Exploring complex disease gene relationships using simultaneous analysis
- Published
- Accepted
- Subject Areas
- Bioinformatics, Evolutionary Studies, Genomics
- Keywords
- Bioinformatics, phylogenetics, simultaneous analysis, alzheimer disease
- Copyright
- © 2014 Romano et al.
- Licence
- This is an open access article distributed under the terms of the Creative Commons Attribution License, which permits unrestricted use, distribution, reproduction and adaptation in any medium and for any purpose provided that it is properly attributed. For attribution, the original author(s), title, publication source (PeerJ PrePrints) and either DOI or URL of the article must be cited.
- Cite this article
- 2014. Exploring complex disease gene relationships using simultaneous analysis. PeerJ PrePrints 2:e230v1 https://doi.org/10.7287/peerj.preprints.230v1
Abstract
The characterization of complex diseases remains a great challenge for biomedical researchers due to the myriad interactions of genetic and environmental factors. Adaptation of phylogenomic techniques to increasingly available genomic data provides an evolutionary perspective that may elucidate important unknown features of complex diseases.

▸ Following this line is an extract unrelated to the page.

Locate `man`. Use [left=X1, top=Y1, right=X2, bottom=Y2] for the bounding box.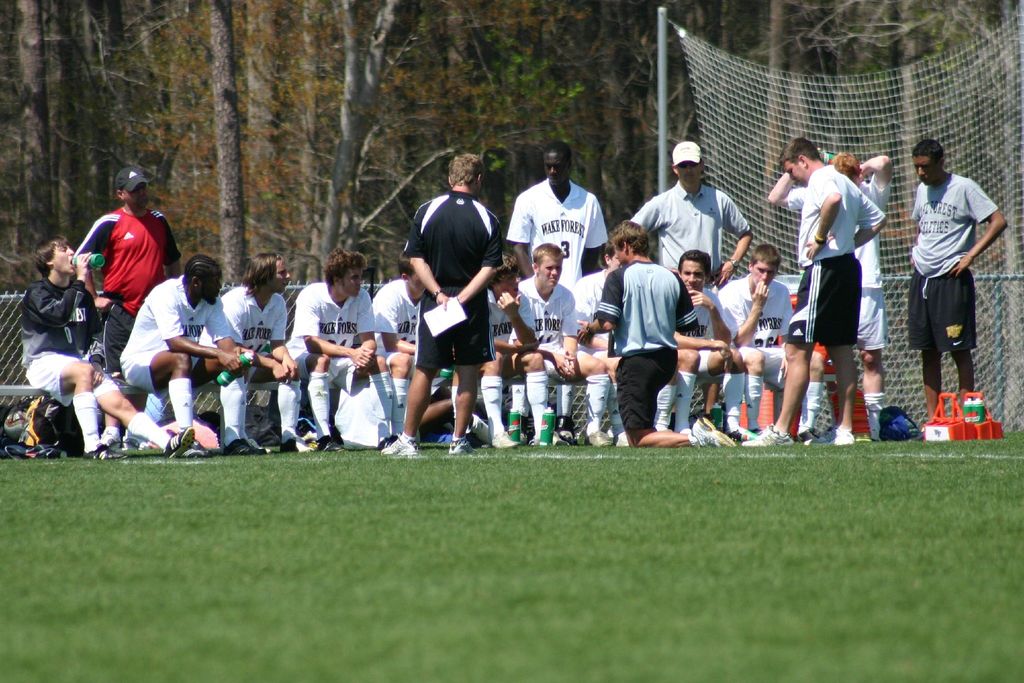
[left=717, top=243, right=817, bottom=449].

Here an automated method is presented that leverages publicly available genomic data and phylogenomic techniques. The approach is tested with nine genes implicated in the development of Alzheimer Disease, a complex neurodegenerative syndrome. The developed technique, implemented through a suite of Ruby scripts entitled “ASAP2,” first compiles a list of sequence-similarity based orthologues using PSI-BLAST and a recursive NCBI BLAST+ search strategy, then constructs maximum parsimony phylogenetic trees for each set of nucleotide and protein sequences, and calculates phylogenetic metrics (partitioned Bremer support values, combined branch scores, and Robinson-Foulds distance) to provide an empirical assessment of evolutionary conservation within a given genetic network. This study demonstrates the potential for using automated simultaneous phylogenetic analysis to uncover previously unknown relationships among disease-associated genes that may not have been apparent using traditional, single-gene methods. Furthermore, the results provide the first integrated evolutionary history of an Alzheimer Disease gene network and identify potentially important co-evolutionary clustering around components of oxidative stress pathways.